Mike Flynn fires back at FBI, DOJ: ‘I've seen corruption up close and personal’
Former general suggests trial judge refused to follow law.
Newly pardoned, former National Security Adviser Michael Flynn says his four-year legal odyssey in the Russia case exposed the widespread corruption of intelligence, law enforcement and judicial institutions where politics was allowed to overrule the law.
“I've seen corruption up close and personal,” the retired three-star general told Just the News in a wide-ranging interview Thursday with the John Solomon Reports podcast. “And I see it as it's playing out in our current election. I mean, real corruption is really now publicly known. And we should still find it unacceptable.
“This corruption in our institutions — justice, intelligence community, senior law enforcement — it didn't happen overnight. This had to happen over, you know, probably decades, certainly a decade of a shift in the culture of acceptable bad behavior.”
Asked whether he was frustrated that Attorney General William Barr and special prosecutor John Durham had not done more to bring accountability to the misconduct identified in his case, Flynn urged patience.
“I actually think that, you know, the attorney general we just need to give him some space, because there's some elements inside that block and tackle the truth, even from the attorney general,” Flynn said. “But I would say there are moments in time and now is one of them.”
Flynn was pardoned by President Trump the day before Thanksgiving, ending a four-year legal odyssey that began when the FBI opened a criminal case against him in summer 2016 on the now-debunked suspicions he was helping Trump collude with Russia.
He said he was deeply grateful for Trump’s clemency but had hoped all along it would be unnecessary if the judge in his case, U.S. District Judge Emmet Sullivan, had simply dismissed the charge of lying to the FBI as the Justice Department had asked.
“The judge, in my case should have, you know, made the right decision, followed the law,” Flynn said.
The former three-star general said when Trump called to inform him of the pardon, it was like old times when they worked together on the 2016 campaign.
“The conversation that I had with the President was a terrific one,” he said. “And it was like, you know, like the phrase old home week? I mean, it was like, we never left each other.”
Flynn also reacted to a memorandum that Sullivan released earlier this week in which the judge finally dismissed the case as moot, but suggested he wouldn’t have done so if Trump had not pardoned the former national security adviser. The judge argued that Flynn had pled guilty to lying to the FBI and should not have been allowed to withdraw that plea.
“We trust in our judiciary, that they will follow the law,” Flynn responded. “So I think that is what the American people witnessed through my case, is maybe a breakdown in that. But I also sort of point a finger at the Department of Justice, and others that were part of this whole system of injustice."
Flynn said he views the current legal battles over the November election as a continuation of a paradigm in which institutions have been failing the American people through corruption, ineptitude, untruthfulness or an unwillingness to follow the law.
“You’re up against the biggest institutions in the world, and you're up against people inside of them that are corrupted. I mean, they're corrupted. And they are incentivized for the wrong reasons,” he said.
“And what you're fighting for, is you're fighting for honesty from them, you're fighting for truth from them. So what is the matter right now with fighting for truth from the election fraud that clearly happened?”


I'd ask you to write out the lines below exactly, with no images.

=== Begin Enclosure ===

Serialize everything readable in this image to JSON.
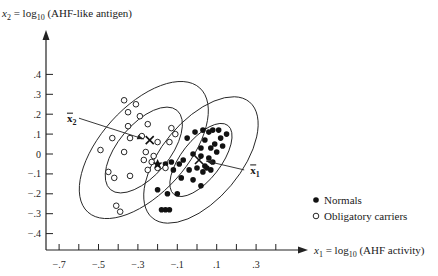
{
  "chart_data": {
    "type": "scatter",
    "title": "",
    "xlabel": "x1 = log10 (AHF activity)",
    "ylabel": "x2 = log10 (AHF-like antigen)",
    "xlabel_parts": {
      "var": "x",
      "sub": "1",
      "eq": " = log",
      "logsub": "10",
      "rest": " (AHF activity)"
    },
    "ylabel_parts": {
      "var": "x",
      "sub": "2",
      "eq": " = log",
      "logsub": "10",
      "rest": " (AHF-like antigen)"
    },
    "x_ticks": [
      -0.7,
      -0.6,
      -0.5,
      -0.4,
      -0.3,
      -0.2,
      -0.1,
      0.0,
      0.1,
      0.2,
      0.3,
      0.4
    ],
    "x_tick_labels": [
      {
        "value": -0.7,
        "label": "−.7"
      },
      {
        "value": -0.5,
        "label": "−.5"
      },
      {
        "value": -0.3,
        "label": "−.3"
      },
      {
        "value": -0.1,
        "label": "−.1"
      },
      {
        "value": 0.1,
        "label": ".1"
      },
      {
        "value": 0.3,
        "label": ".3"
      }
    ],
    "y_ticks": [
      {
        "value": 0.4,
        "label": ".4"
      },
      {
        "value": 0.3,
        "label": ".3"
      },
      {
        "value": 0.2,
        "label": ".2"
      },
      {
        "value": 0.1,
        "label": ".1"
      },
      {
        "value": 0.0,
        "label": "0"
      },
      {
        "value": -0.1,
        "label": "−.1"
      },
      {
        "value": -0.2,
        "label": "−.2"
      },
      {
        "value": -0.3,
        "label": "−.3"
      },
      {
        "value": -0.4,
        "label": "−.4"
      }
    ],
    "xlim": [
      -0.8,
      0.5
    ],
    "ylim": [
      -0.48,
      0.48
    ],
    "grid": false,
    "legend_position": "lower right",
    "series": [
      {
        "name": "Normals",
        "marker": "filled-circle",
        "points": [
          [
            -0.01,
            0.11
          ],
          [
            0.03,
            0.12
          ],
          [
            0.06,
            0.11
          ],
          [
            0.08,
            0.12
          ],
          [
            0.11,
            0.12
          ],
          [
            0.15,
            0.1
          ],
          [
            -0.05,
            0.08
          ],
          [
            0.04,
            0.07
          ],
          [
            0.09,
            0.05
          ],
          [
            0.12,
            0.08
          ],
          [
            0.02,
            0.03
          ],
          [
            0.07,
            0.03
          ],
          [
            0.1,
            0.01
          ],
          [
            0.13,
            0.04
          ],
          [
            -0.02,
            0.0
          ],
          [
            0.02,
            -0.01
          ],
          [
            0.06,
            -0.02
          ],
          [
            -0.13,
            -0.04
          ],
          [
            -0.09,
            -0.05
          ],
          [
            -0.07,
            -0.03
          ],
          [
            -0.16,
            -0.05
          ],
          [
            -0.12,
            -0.08
          ],
          [
            -0.04,
            -0.08
          ],
          [
            0.0,
            -0.07
          ],
          [
            0.04,
            -0.06
          ],
          [
            0.08,
            -0.04
          ],
          [
            0.03,
            -0.09
          ],
          [
            0.07,
            -0.08
          ],
          [
            -0.08,
            -0.12
          ],
          [
            -0.02,
            -0.13
          ],
          [
            0.02,
            -0.16
          ],
          [
            -0.1,
            -0.2
          ],
          [
            -0.15,
            -0.2
          ],
          [
            -0.16,
            -0.28
          ],
          [
            -0.18,
            -0.28
          ],
          [
            -0.14,
            -0.28
          ],
          [
            -0.2,
            -0.18
          ],
          [
            0.05,
            -0.07
          ]
        ]
      },
      {
        "name": "Obligatory carriers",
        "marker": "open-circle",
        "points": [
          [
            -0.37,
            0.27
          ],
          [
            -0.31,
            0.25
          ],
          [
            -0.35,
            0.21
          ],
          [
            -0.29,
            0.19
          ],
          [
            -0.25,
            0.15
          ],
          [
            -0.35,
            0.14
          ],
          [
            -0.34,
            0.08
          ],
          [
            -0.28,
            0.09
          ],
          [
            -0.2,
            0.06
          ],
          [
            -0.43,
            0.08
          ],
          [
            -0.49,
            0.02
          ],
          [
            -0.37,
            0.01
          ],
          [
            -0.26,
            0.01
          ],
          [
            -0.22,
            -0.01
          ],
          [
            -0.27,
            -0.03
          ],
          [
            -0.23,
            -0.04
          ],
          [
            -0.2,
            -0.07
          ],
          [
            -0.16,
            -0.07
          ],
          [
            -0.45,
            -0.09
          ],
          [
            -0.42,
            -0.12
          ],
          [
            -0.34,
            -0.11
          ],
          [
            -0.41,
            -0.26
          ],
          [
            -0.39,
            -0.29
          ],
          [
            -0.13,
            0.13
          ],
          [
            -0.11,
            0.1
          ],
          [
            -0.14,
            0.06
          ],
          [
            -0.25,
            -0.08
          ]
        ]
      }
    ],
    "means": [
      {
        "name": "x̄₁",
        "label": "x",
        "sub": "1",
        "x": 0.01,
        "y": -0.03,
        "label_at": [
          0.27,
          -0.08
        ]
      },
      {
        "name": "x̄₂",
        "label": "x",
        "sub": "2",
        "x": -0.24,
        "y": 0.07,
        "label_at": [
          -0.66,
          0.18
        ]
      }
    ],
    "ellipses": [
      {
        "group": "Obligatory carriers",
        "level": "inner",
        "cx": -0.27,
        "cy": 0.02,
        "rx": 0.13,
        "ry": 0.26,
        "angle_deg": 40
      },
      {
        "group": "Obligatory carriers",
        "level": "outer",
        "cx": -0.27,
        "cy": 0.02,
        "rx": 0.22,
        "ry": 0.42,
        "angle_deg": 42
      },
      {
        "group": "Normals",
        "level": "inner",
        "cx": 0.02,
        "cy": -0.03,
        "rx": 0.1,
        "ry": 0.22,
        "angle_deg": 38
      },
      {
        "group": "Normals",
        "level": "outer",
        "cx": 0.02,
        "cy": -0.03,
        "rx": 0.2,
        "ry": 0.38,
        "angle_deg": 40
      }
    ],
    "legend": [
      {
        "label": "Normals",
        "marker": "filled-circle"
      },
      {
        "label": "Obligatory carriers",
        "marker": "open-circle"
      }
    ]
  }
}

=== End Enclosure ===

• Solution for this problem
Serialize everything readable in this image to JSON.
{
  "chart_data": {
    "type": "scatter",
    "title": "",
    "xlabel": "x1 = log10 (AHF activity)",
    "ylabel": "x2 = log10 (AHF-like antigen)",
    "xlabel_parts": {
      "var": "x",
      "sub": "1",
      "eq": " = log",
      "logsub": "10",
      "rest": " (AHF activity)"
    },
    "ylabel_parts": {
      "var": "x",
      "sub": "2",
      "eq": " = log",
      "logsub": "10",
      "rest": " (AHF-like antigen)"
    },
    "x_ticks": [
      -0.7,
      -0.6,
      -0.5,
      -0.4,
      -0.3,
      -0.2,
      -0.1,
      0.0,
      0.1,
      0.2,
      0.3,
      0.4
    ],
    "x_tick_labels": [
      {
        "value": -0.7,
        "label": "−.7"
      },
      {
        "value": -0.5,
        "label": "−.5"
      },
      {
        "value": -0.3,
        "label": "−.3"
      },
      {
        "value": -0.1,
        "label": "−.1"
      },
      {
        "value": 0.1,
        "label": ".1"
      },
      {
        "value": 0.3,
        "label": ".3"
      }
    ],
    "y_ticks": [
      {
        "value": 0.4,
        "label": ".4"
      },
      {
        "value": 0.3,
        "label": ".3"
      },
      {
        "value": 0.2,
        "label": ".2"
      },
      {
        "value": 0.1,
        "label": ".1"
      },
      {
        "value": 0.0,
        "label": "0"
      },
      {
        "value": -0.1,
        "label": "−.1"
      },
      {
        "value": -0.2,
        "label": "−.2"
      },
      {
        "value": -0.3,
        "label": "−.3"
      },
      {
        "value": -0.4,
        "label": "−.4"
      }
    ],
    "xlim": [
      -0.8,
      0.5
    ],
    "ylim": [
      -0.48,
      0.48
    ],
    "grid": false,
    "legend_position": "lower right",
    "series": [
      {
        "name": "Normals",
        "marker": "filled-circle",
        "points": [
          [
            -0.01,
            0.11
          ],
          [
            0.03,
            0.12
          ],
          [
            0.06,
            0.11
          ],
          [
            0.08,
            0.12
          ],
          [
            0.11,
            0.12
          ],
          [
            0.15,
            0.1
          ],
          [
            -0.05,
            0.08
          ],
          [
            0.04,
            0.07
          ],
          [
            0.09,
            0.05
          ],
          [
            0.12,
            0.08
          ],
          [
            0.02,
            0.03
          ],
          [
            0.07,
            0.03
          ],
          [
            0.1,
            0.01
          ],
          [
            0.13,
            0.04
          ],
          [
            -0.02,
            0.0
          ],
          [
            0.02,
            -0.01
          ],
          [
            0.06,
            -0.02
          ],
          [
            -0.13,
            -0.04
          ],
          [
            -0.09,
            -0.05
          ],
          [
            -0.07,
            -0.03
          ],
          [
            -0.16,
            -0.05
          ],
          [
            -0.12,
            -0.08
          ],
          [
            -0.04,
            -0.08
          ],
          [
            0.0,
            -0.07
          ],
          [
            0.04,
            -0.06
          ],
          [
            0.08,
            -0.04
          ],
          [
            0.03,
            -0.09
          ],
          [
            0.07,
            -0.08
          ],
          [
            -0.08,
            -0.12
          ],
          [
            -0.02,
            -0.13
          ],
          [
            0.02,
            -0.16
          ],
          [
            -0.1,
            -0.2
          ],
          [
            -0.15,
            -0.2
          ],
          [
            -0.16,
            -0.28
          ],
          [
            -0.18,
            -0.28
          ],
          [
            -0.14,
            -0.28
          ],
          [
            -0.2,
            -0.18
          ],
          [
            0.05,
            -0.07
          ]
        ]
      },
      {
        "name": "Obligatory carriers",
        "marker": "open-circle",
        "points": [
          [
            -0.37,
            0.27
          ],
          [
            -0.31,
            0.25
          ],
          [
            -0.35,
            0.21
          ],
          [
            -0.29,
            0.19
          ],
          [
            -0.25,
            0.15
          ],
          [
            -0.35,
            0.14
          ],
          [
            -0.34,
            0.08
          ],
          [
            -0.28,
            0.09
          ],
          [
            -0.2,
            0.06
          ],
          [
            -0.43,
            0.08
          ],
          [
            -0.49,
            0.02
          ],
          [
            -0.37,
            0.01
          ],
          [
            -0.26,
            0.01
          ],
          [
            -0.22,
            -0.01
          ],
          [
            -0.27,
            -0.03
          ],
          [
            -0.23,
            -0.04
          ],
          [
            -0.2,
            -0.07
          ],
          [
            -0.16,
            -0.07
          ],
          [
            -0.45,
            -0.09
          ],
          [
            -0.42,
            -0.12
          ],
          [
            -0.34,
            -0.11
          ],
          [
            -0.41,
            -0.26
          ],
          [
            -0.39,
            -0.29
          ],
          [
            -0.13,
            0.13
          ],
          [
            -0.11,
            0.1
          ],
          [
            -0.14,
            0.06
          ],
          [
            -0.25,
            -0.08
          ]
        ]
      }
    ],
    "means": [
      {
        "name": "x̄₁",
        "label": "x",
        "sub": "1",
        "x": 0.01,
        "y": -0.03,
        "label_at": [
          0.27,
          -0.08
        ]
      },
      {
        "name": "x̄₂",
        "label": "x",
        "sub": "2",
        "x": -0.24,
        "y": 0.07,
        "label_at": [
          -0.66,
          0.18
        ]
      }
    ],
    "ellipses": [
      {
        "group": "Obligatory carriers",
        "level": "inner",
        "cx": -0.27,
        "cy": 0.02,
        "rx": 0.13,
        "ry": 0.26,
        "angle_deg": 40
      },
      {
        "group": "Obligatory carriers",
        "level": "outer",
        "cx": -0.27,
        "cy": 0.02,
        "rx": 0.22,
        "ry": 0.42,
        "angle_deg": 42
      },
      {
        "group": "Normals",
        "level": "inner",
        "cx": 0.02,
        "cy": -0.03,
        "rx": 0.1,
        "ry": 0.22,
        "angle_deg": 38
      },
      {
        "group": "Normals",
        "level": "outer",
        "cx": 0.02,
        "cy": -0.03,
        "rx": 0.2,
        "ry": 0.38,
        "angle_deg": 40
      }
    ],
    "legend": [
      {
        "label": "Normals",
        "marker": "filled-circle"
      },
      {
        "label": "Obligatory carriers",
        "marker": "open-circle"
      }
    ]
  }
}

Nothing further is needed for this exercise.